How does this company make money?
Dow Jones charges financial services firms a recurring fee for professional terminal access to its real-time wire. The Wall Street Journal and The Times collect digital and print subscription fees from individual readers. REA Group charges Australian real estate agents listing fees and sells advertising on its platform. HarperCollins earns money from book sales to retailers and directly to consumers.
What makes this company hard to replace?
Wall Street Journal subscribers get Dow Jones newswire integration and market data bundled with their editorial access — competitors cannot offer that combination without licensing Dow Jones feeds, which would not reproduce the same product. Australian real estate agents on REA Group would have to abandon their existing property listing histories and walk away from a platform where consumers already concentrate their searches, which directly costs them leads.
What limits this company?
The Dow Jones editorial workforce sets the ceiling for both products. Signing up more terminal subscribers or more newspaper subscribers does not cost much extra — but producing more real-time financial coverage requires experienced journalists with established source networks in major financial centers, and those people cannot be hired or trained quickly.
What does this company depend on?
The company cannot run without editorial staff who hold press credentials and have built source networks in major financial centers. It also depends on newsprint supply contracts to print physical newspapers, printing facility leases in New York and London, retail distribution networks to move HarperCollins books to stores, and real estate agents in Australia continuing to pay for subscriptions to REA Group's platform.
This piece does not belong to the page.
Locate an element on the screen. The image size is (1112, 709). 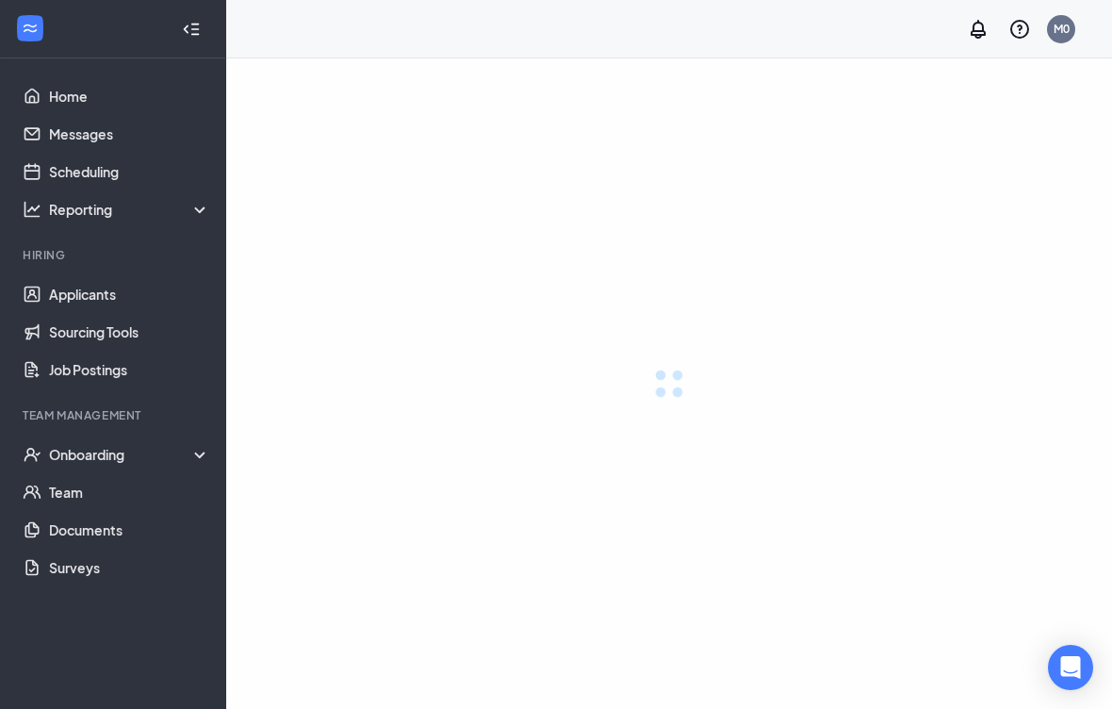
div: M0 is located at coordinates (1061, 28).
Who depends on this company?
Financial traders who use Wall Street Journal market-opening coverage for pre-market decisions would lose critical timing if the service stopped. Australian real estate agents who rely on REA Group would lose their primary channel for finding buyers, in a market where REA Group dominates property search. Independent bookstores that stock HarperCollins titles would face gaps across major publishing categories.
How does this company scale?
Digital subscription delivery and REA Group's property listing software can reach more users at almost no added cost once the systems are built. What does not scale cheaply is the editorial work — gathering financial news and acquiring books both require experienced journalists and editors whose judgment and source relationships cannot be automated or quickly multiplied by spending more money.
What external forces can significantly affect this company?
Australian foreign investment restrictions on residential property purchases shrink the pool of transactions that REA Group can list, directly reducing listing volumes. Sterling-to-dollar exchange rate swings affect how profitable The Times and The Sun look when results are converted into USD for reporting. Changes to U.S. postal service delivery schedules can push Wall Street Journal print subscribers in suburban markets to cancel.
Where is this company structurally vulnerable?
If Dow Jones wire journalists went on strike, or if the technical systems that carry the wire failed, both the professional terminal product and the Wall Street Journal's financial reporting would collapse at the same moment — because they draw from the same people and the same infrastructure. The integration that locks subscribers in is exactly what causes both revenue streams to fall together when something goes wrong.